Monday, August 12, 2013

Ben Bradlee. A Force of Nature




Last week, Benjamin C. Bradlee, the former executive editor of The Washington Post, was included in a list of honorees who will be awarded The Presidential Medal of Freedom, the country’s highest civilian award. Between 1972 and 1974, Bradlee oversaw the Watergate coverage the helped bring down Richard Nixon, the only President to resign the office. Interestingly, the list of honorees includes the late Senator Daniel Inouye of Hawaii, who sat on the Senate Watergate Committee, chaired by the great Sam Irvin.

A decade ago, I was researching Watergate, in particular whether the impeachment provisions in the Constitution worked. I had concerns about the impeachment process and the extent to which it was flawed. I theorised that impeachment relied as much on the need for individual effort and determination and political will, as the process itself.   

It cannot be denied that the American press led the inquiries and investigations of the Watergate burglary. The Post was at the forefront, reviving investigative journalism. Bob Woodward and Carl Bernstein became household names as their stories of administration wrongdoing were published. Eventually, their book, All The President’s Men, became a best seller and a major motion picture. Standing behind these journalists, backing them against enormous pressure from Nixon and his team, was Bradlee and his owner, Katharine Graham.

I asked Bradlee if he would allow me to interview him. To my surprise, he agreed to half an hour. I’m an old hand at these things. If he liked what I was doing, I would get longer. So, I took a risk and a vacation in USA and shortly before the appointed hour, I presented myself at The Post’s offices.

I had a five minute wait and suddenly I knew Bradlee was approaching, although I had my back to him. Don’t ask me how I knew? I felt electricity. Seconds later, we said ‘hello’ and started to talk. I took an instant liking to him. Early in the interview he told me, “I am much more dogged than I am intellectual. I don’t give a shit about whether it was Nixon or not. It was just such a good story and the reporting was so good.”

Over the next two hours, I listened to Bradlee as he gave me a Watergate history lesson. I asked him whether there ever a moment when you thought: ‘Oh, I’d better back off.’ His response: “None. You don’t know Katherine Graham and you don’t know the people who own this great paper.  It would have been anathema to them.” Katherine Graham herself wrote of Bradlee: “As Executive Editor, Ben Bradlee was the classic leader at whose desk the buck of responsibility stopped.” 

Towards the end of the interview, we talked personalities. Of Nixon, he said, “he was plainly guilty.  He did it, he did it.” But my favourite was his characterisation of Sam Irvin. “Right out of central casting wasn’t he?   I mean he was perfect.  You know, hell has no fury like Sam Ervin.”

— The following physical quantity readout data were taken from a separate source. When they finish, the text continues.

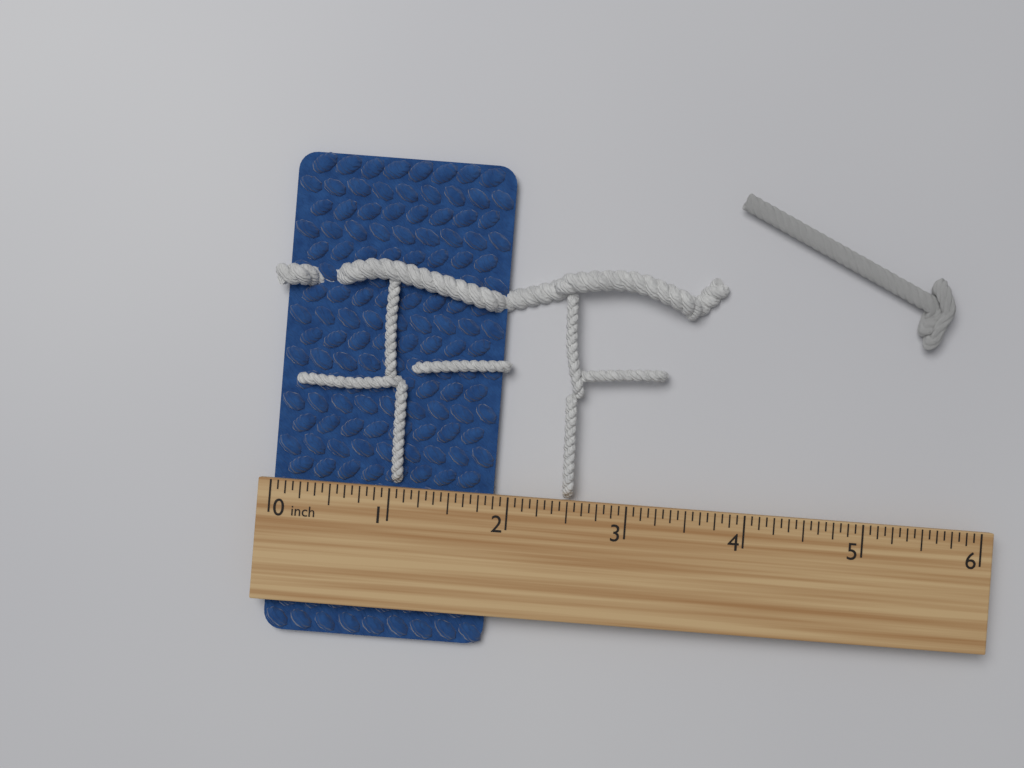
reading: 1.8750 inch
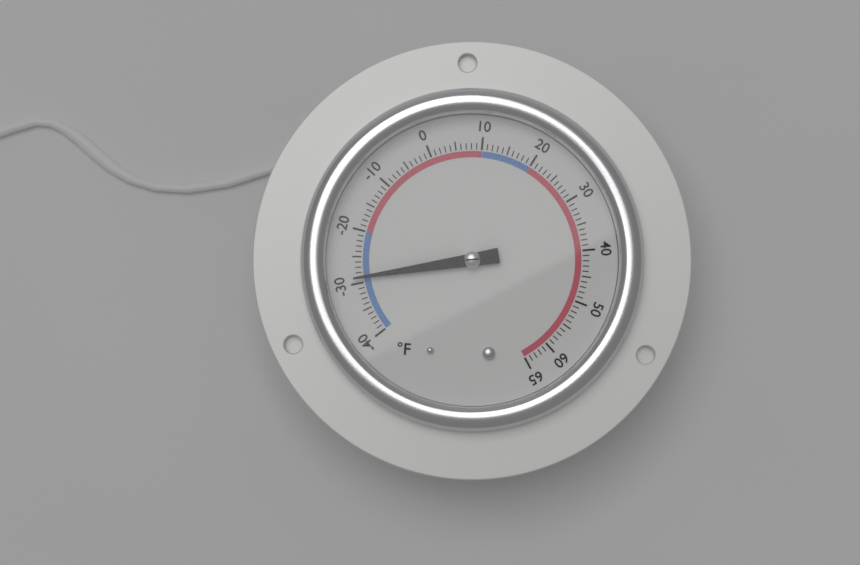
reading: -29 °F
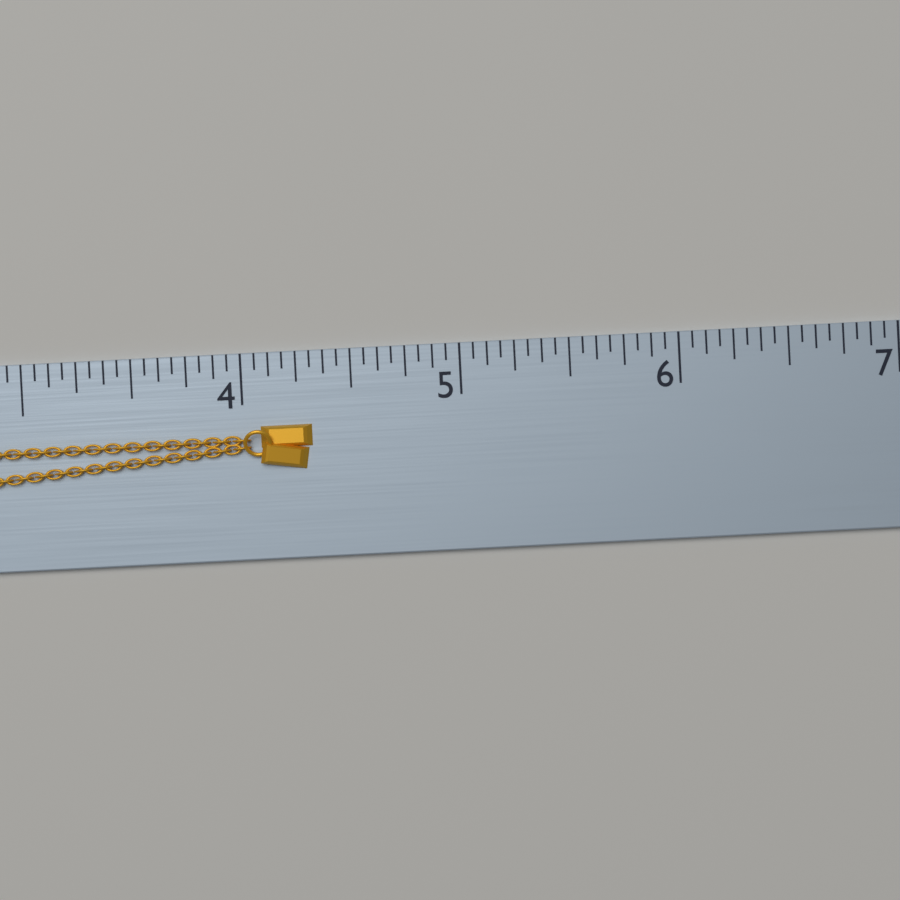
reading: 4.3125 (no unit)
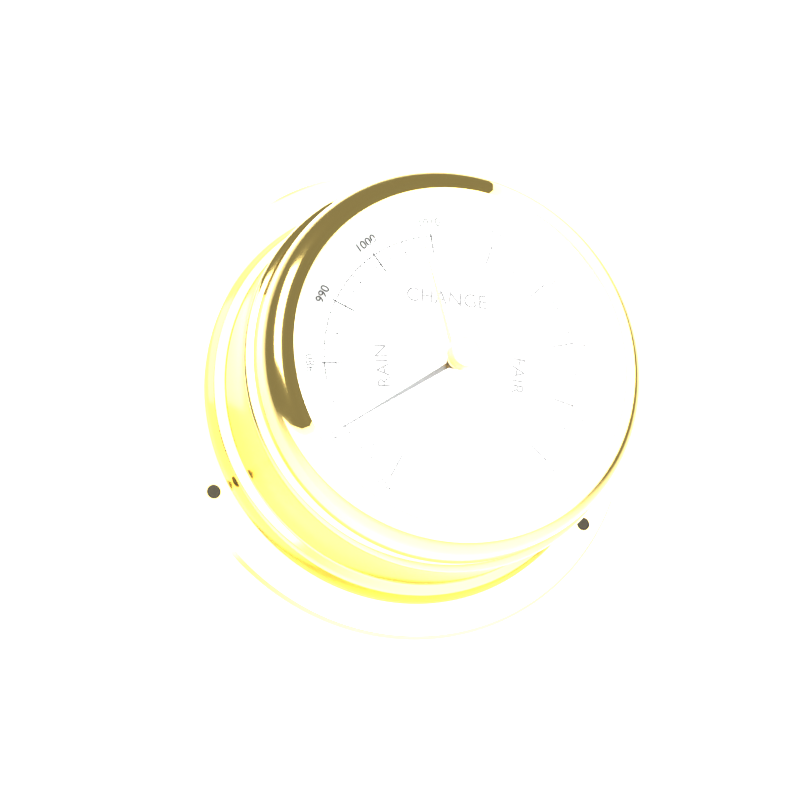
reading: 970 mbar
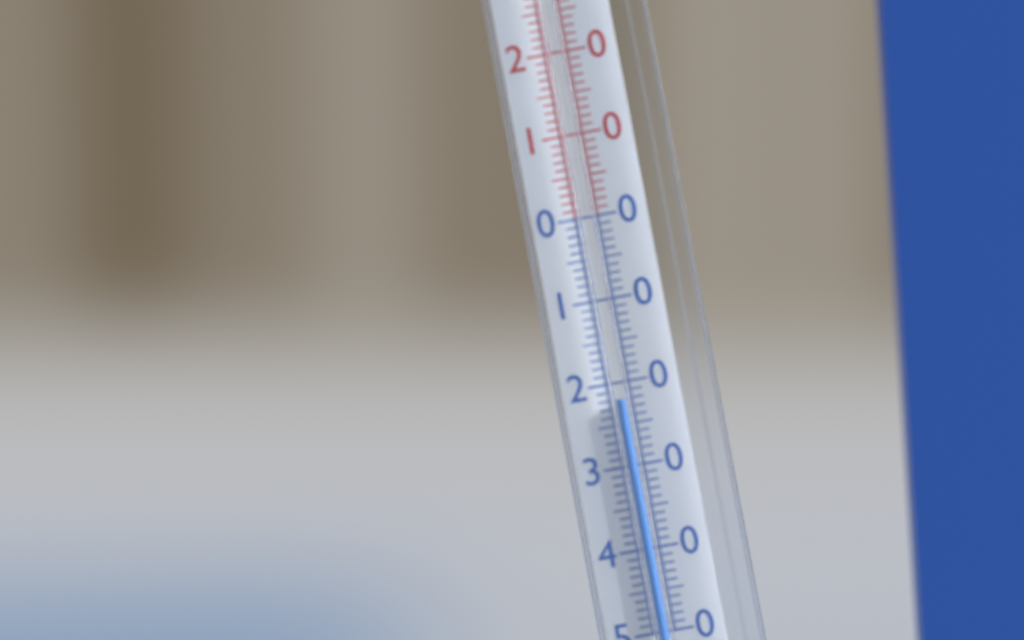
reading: -22 °C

Bradlee’s award was announced shortly after news broke that The Post had been sold to Amazon owner, Jeff Bezos, who has been quoted as saying that print will be a thing of the past in two decades. Bradlee has not commented on the sale, save to say, “any change is difficult to discuss.”

I confess that after two hours with Ben Bradlee, I had no doubt he was a true force of nature. I can describe him as a clear thinker, a determined man who is not easily pushed off the track, a leader who backs his people all the way and extremely good company. I congratulate him on his award.